How to distinguish a change initiative and the best practice principles to deploy for governance
- Blog
- Change management
- Governance
- MSP
- PRINCE2
- PRINCE2 Agile
August 15, 2016 |
4 min read
- Blog
- Change management
- Governance
- MSP
- PRINCE2
- PRINCE2 Agile
In the past 30 years the Northern Ireland Civil Service has seen an increased focus on delivering change and less on “business as usual” activity.
This demand for improved public services has changed the way these services are delivered and that requires a much more robust approach to programmes and projects.
In the past decade, the greater adoption of best practice frameworks - such as PRINCE2®, MSP® and, more recently PRINCE2 Agile® - has allowed projects and programmes to develop better corporate governance and protection of public finances. With the complex approval mechanisms affecting how Government spends money on its own change programmes, best practice has helped ensure the right programmes and projects are taken forward.
Using the OGC Gateway Review approach - a “peer review”, in which independent practitioners from outside the programme/project use their experience and expertise to examine the progress and likelihood of successful delivery of the programme or project - any government-funded project needs to engage with our team to establish the need for reviews at key stages of its lifecycle, aimed at ensuring its successful delivery. Over time, projects have become used to external scrutiny; Project Managers and Senior Responsible Owners (SROs) understand the process and how it brings their work into sharper focus. And it adds value, with skilled peers from within or without the programme or project reviewing and helping progress.
Distinguishing a change initiative
Once upon a time, changes to systems were often mopped up within business as usual activity when they could - and perhaps should - have been managed as projects. It really comes down to the level of change: when planning to do something different, start with the end in mind - does it constitute fundamental change? What is the scale and complexity of the change?
But not every change initiative is automatically a project. There is a tendency for people to be more familiar with a project management method like PRINCE2 and automatically manage change as a project. However, they can soon realize the change has too broad a scope and too long a timeframe and needs to be managed differently. Similarly, people can mistakenly use programme management for what is really a project.
An SRO needs to decide what is a programme or project; they should be experienced enough to know what they’re delivering and seek early engagement on the best approach to take it forward. For example, PRINCE2 can be used to manage projects up to what’s known as a “daunting project” (something with complex and interdependent work streams and with additional layers of governance), which could be treated as a programme.
Managing projects and programmes
In managing projects, we find that project teams - and Project Managers - can be relatively inexperienced - so need training and bespoke, ad-hoc advice during the process. This emphasizes the need for appropriate governance, knowing that the project manager has authority to work within tolerances and making it clear there is responsibility for governance that feeds into the corporate strategy.
This means spending more time and effort with new Project Managers who, quite often, don’t see the high level outline of what will be delivered or who will be involved. Through the Gateway Process - which gets our team involved in projects valued at £500,000 or more – we can provide assistance to many projects. And this is not an audit of what’s been done already, but looks forward at how they can take the project to the point of readiness of service. At the very least, it means having a controlled start, middle and end to achieve a consistent flow through a project. And, we work with project teams on delivering benefits and post-project evaluation – something often overlooked when Project Managers move on to their next job.
We take a similar approach to managing programmes, just at a higher level. And while programmes need to translate strategy into operations, it also means looking for good project management structures - taking reassurance from the fact that programmes have component projects with correct roles and responsibilities, plus processes for escalating problems and risks.
Ultimately, with projects and programmes, organizations and their managers need to think carefully about the level of detail needed to manage what they’re doing: don’t create a cottage industry of detail where it’s not necessary. And, if spending public money, the auditability of change programmes is vital: in the public sector you will be held to account for how well projects delivered success.
Above all, take the methods and tailor them. PRINCE2 provides a robust mechanism for project management that is scalable. You just need to ask how much of each technique you really need.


▶ _Problem to solve_: Pictures aside, restate the records below exactly as written.

Exercise inputs Block Start

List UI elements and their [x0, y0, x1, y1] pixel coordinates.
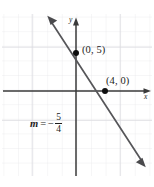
slope-equals-sign: =: [40, 118, 46, 129]
slope-negative-sign: −: [48, 118, 54, 129]
y-axis-label: y: [69, 16, 72, 24]
fraction-denominator: 4: [55, 124, 62, 134]
slope-annotation: m = − 5 4: [30, 113, 62, 134]
fraction-numerator: 5: [55, 113, 62, 123]
point-label-x-intercept: (4, 0): [106, 76, 129, 87]
grid-lines: [2, 14, 152, 176]
graph-figure: (0, 5) (4, 0) y x m = − 5 4: [0, 0, 154, 187]
coordinate-plane: (0, 5) (4, 0) y x m = − 5 4: [0, 0, 154, 187]
point-label-y-intercept: (0, 5): [82, 45, 105, 56]
plot-canvas: [0, 0, 154, 187]
x-axis-label: x: [144, 93, 147, 101]
point-y-intercept: [73, 50, 79, 56]
slope-variable: m: [30, 118, 38, 129]
slope-fraction: 5 4: [55, 113, 62, 134]
point-x-intercept: [102, 88, 108, 94]
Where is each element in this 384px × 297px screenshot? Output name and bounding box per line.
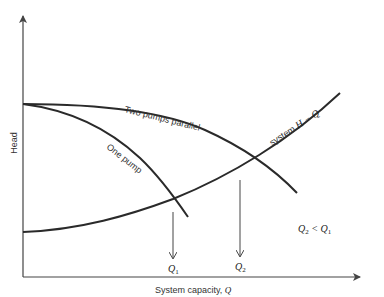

Exercise inputs Block End

▶ _Written response_:
List UI elements and their [x0, y0, x1, y1] pixel coordinates.
slope-equals-sign: =: [40, 118, 46, 129]
slope-negative-sign: −: [48, 118, 54, 129]
y-axis-label: y: [69, 16, 72, 24]
fraction-denominator: 4: [55, 124, 62, 134]
slope-annotation: m = − 5 4: [30, 113, 62, 134]
fraction-numerator: 5: [55, 113, 62, 123]
point-label-x-intercept: (4, 0): [106, 76, 129, 87]
grid-lines: [2, 14, 152, 176]
graph-figure: (0, 5) (4, 0) y x m = − 5 4: [0, 0, 154, 187]
coordinate-plane: (0, 5) (4, 0) y x m = − 5 4: [0, 0, 154, 187]
point-label-y-intercept: (0, 5): [82, 45, 105, 56]
plot-canvas: [0, 0, 154, 187]
x-axis-label: x: [144, 93, 147, 101]
point-y-intercept: [73, 50, 79, 56]
slope-variable: m: [30, 118, 38, 129]
slope-fraction: 5 4: [55, 113, 62, 134]
point-x-intercept: [102, 88, 108, 94]
Where is each element in this 384px × 297px screenshot? Output name and bounding box per line.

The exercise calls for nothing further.